IN THE SUPERIOR COURT OF THE STATE OF
Washington for King County.
John J. Shirley, Plaintiff, vs. Frank T. Rawlings and
Jane Doe Rawlings, his wife (whose true Christian
name is unknown); Jesse W. Rawlings and Mabel
Rawlings, his wife, and Emma T. Rawlings, De-
fendants.—No. ——. Summons for Publication.

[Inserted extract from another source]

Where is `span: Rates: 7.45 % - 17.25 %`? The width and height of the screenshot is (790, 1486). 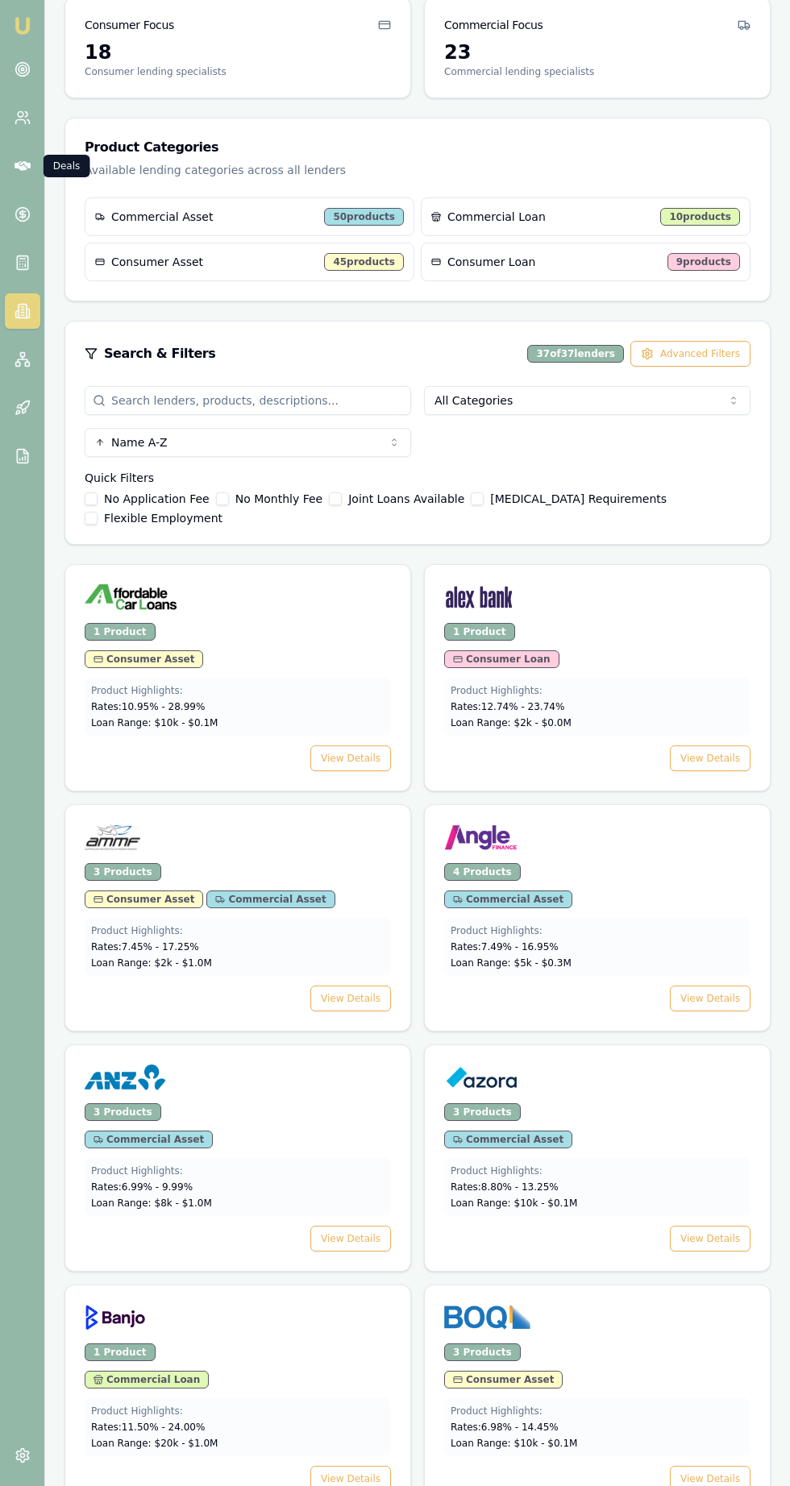
span: Rates: 7.45 % - 17.25 % is located at coordinates (145, 947).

The State of Washington to Frank T. Rawlings and
Jane Doe Rawlings, his wife (whose true Christian
name is unknown), Jesse W. Rawlings and Mabel
Rawlings, his wife, and Emma T. Rawlings:
You and each of you are hereby summoned to
appear within sixty (60) days after the date of the
first publication of this summons, to-wit, sixty days
after the 21st day of June, 1919, and’ defend the
above entitled action in the above entitled court and
answer the complaint of the plaintiff and serve a
copy of your answer upon the undersigned attorney
for the plaintiff at his office below specified in Se-
attle, King County, Washington, said King County
being the place designated by the plaintiff as the
place of trial of said action, and in case of your
failure so to do, judgment will be rendered against
you according to the demand of the complaint which
has been filed with the Clerk of said Court.

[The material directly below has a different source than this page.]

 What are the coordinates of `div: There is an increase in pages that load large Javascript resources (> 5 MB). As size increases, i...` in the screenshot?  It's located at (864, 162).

‘The object of the above entitled action is to fore-
close a certain mortgage executed by the defend-
ants Jesse W. Rawlings and Mabel Rawlings, his
wife, bearing date the 16th day of December, 1908,
and filed for record in the office of the Auditor of
King County, State of Washington, December 23,
1908, in Volume 424 of Mortgages, page 315 of the
Records of King County, Washington, whereby there
was mortgaged to the said Emma T. Rawlings the
following described real estate situate in King
County, State of Washington, to-wit:
The North twenty and six one-hundredths (20.06)

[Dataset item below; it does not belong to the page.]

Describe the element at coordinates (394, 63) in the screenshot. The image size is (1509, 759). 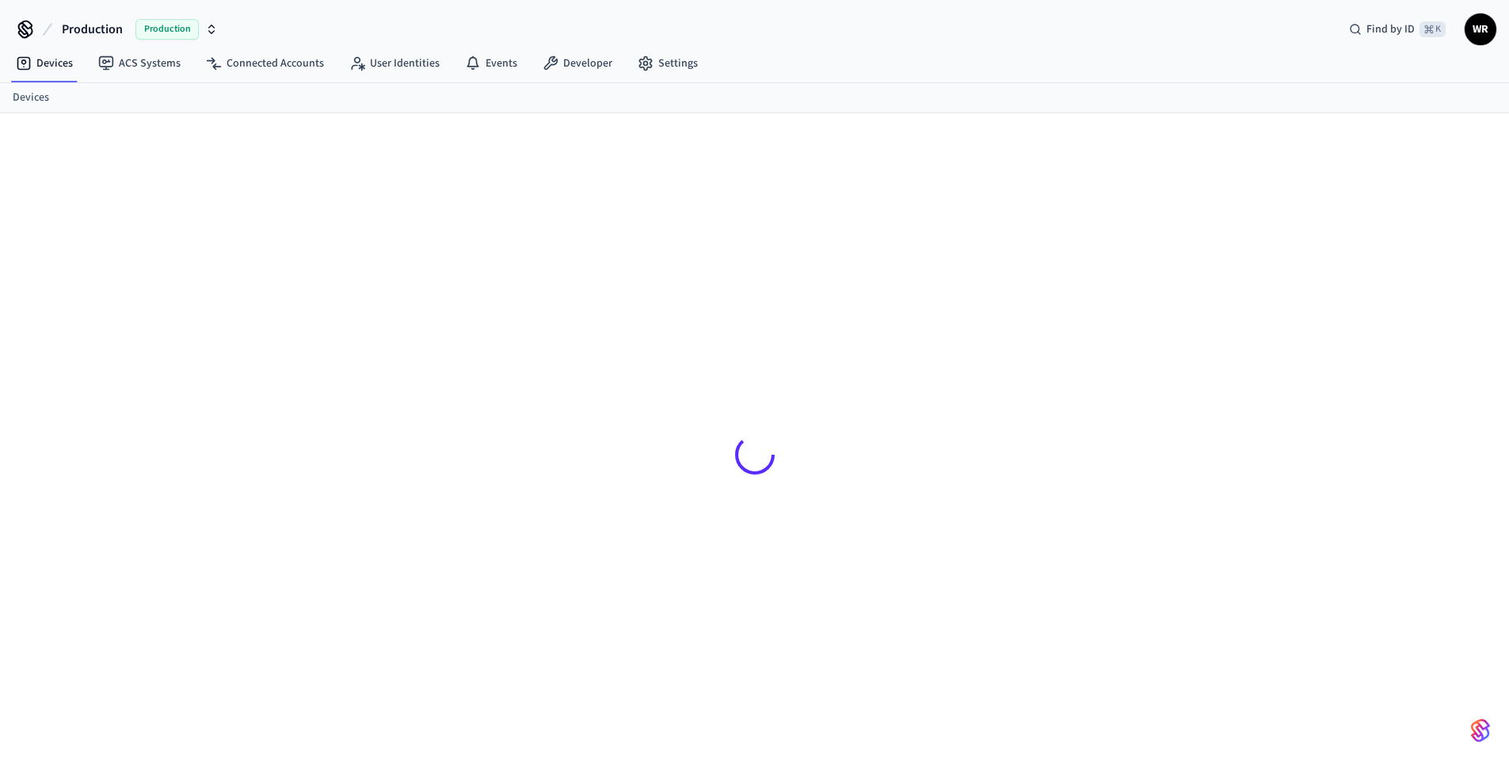
I see `a: User Identities` at that location.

feet of Lot two (2) and the South nineteen and
ninety-four one-hun-redths (19.94) feet of lot one
(1) in block one (1) Leschi Heights Addition to the
city of Seattle, together with all and singular the
tenements, hereditaments and appurtenances there-
unto belonging or in any way appertaining.
‘Tnat said mortgage and notes were duly assigned,
transferred and set over for a valuable considera-
tion by the said imma T. Rawlings to said John
J. Shirley, the plaintiff herein.
That said assignment of mortgage was dated the
23rd day of September, 1918, and duly recorded in
the office of the Auditor of ‘King County, State of
Washington, no the 28th day of January, 1919, in
Volume 760 of Mortgages, page 406, of the Records
of King County, Washington.
The object of said action is to exclude defend-
ants herein and each of them from any lien or in-
terest in said property and otherwise as will more
fully appear from said complaint.
JOHN J. KINNANE,
Attorney for Plaintiff.
Office and Post Office Address:
1927 L. C. Smith Building, Seattle, Washington,
First publication June 22. 1919.
SEE WILLIAMS
When You Want to Rent, Buy, or
Sell Real Estate.
“LET HENRY WILLIAMS DO IT.”
316 Pacific Block Main 4554
RICHARDSON’S UNDERTAKING
PARLORS
Embalmer and Funeral Director
1216-18 Jackson Street
Office, Beacon 103; Res., Main 5610
IN THE SUPERIOR COURT OF THE STATE OF
‘Washington, for King County.
Robert W. Jeffery, Plaintiff, vs. Myrtle E. Jeffery,
Defendant.—No.’ 136467—Summons for" Publica*
ion,
The State of Washington to the said Myrtle E.
Jeffery, Defendant:
You are hereby summoned to appear within sixty
(60) days from and after the date of the first publ¥.
cation of this summons, to-wit: within sixty (60)
days after May 17, 1919, and defend the above en-
titled action in the above entitled Court, and an-
swer the complaint of the plaintiff, and serve a
copy of your answer upon the undersigned attor-
neys for plaintiff at their office and post office ad-
dress below designated, and in case of your failure
so to do, judgment will be rendered against you
according to the demands of the plaintiffs com-
plaint, which has been filed in the office of the
Clerk ‘of said Court.
The object of this action is to obtain a decree
of divorce dissolving the bonds of matrimony now
existing between plaintiff and defendant on the
grounds of abandonment.
MORRIS & SHIPLEY,
Attorneys for Plaintiff.
Office and Post Office Address:
55 Haller Building,
Seattle, King County, Washington.
Date of first publication May 17, 1919.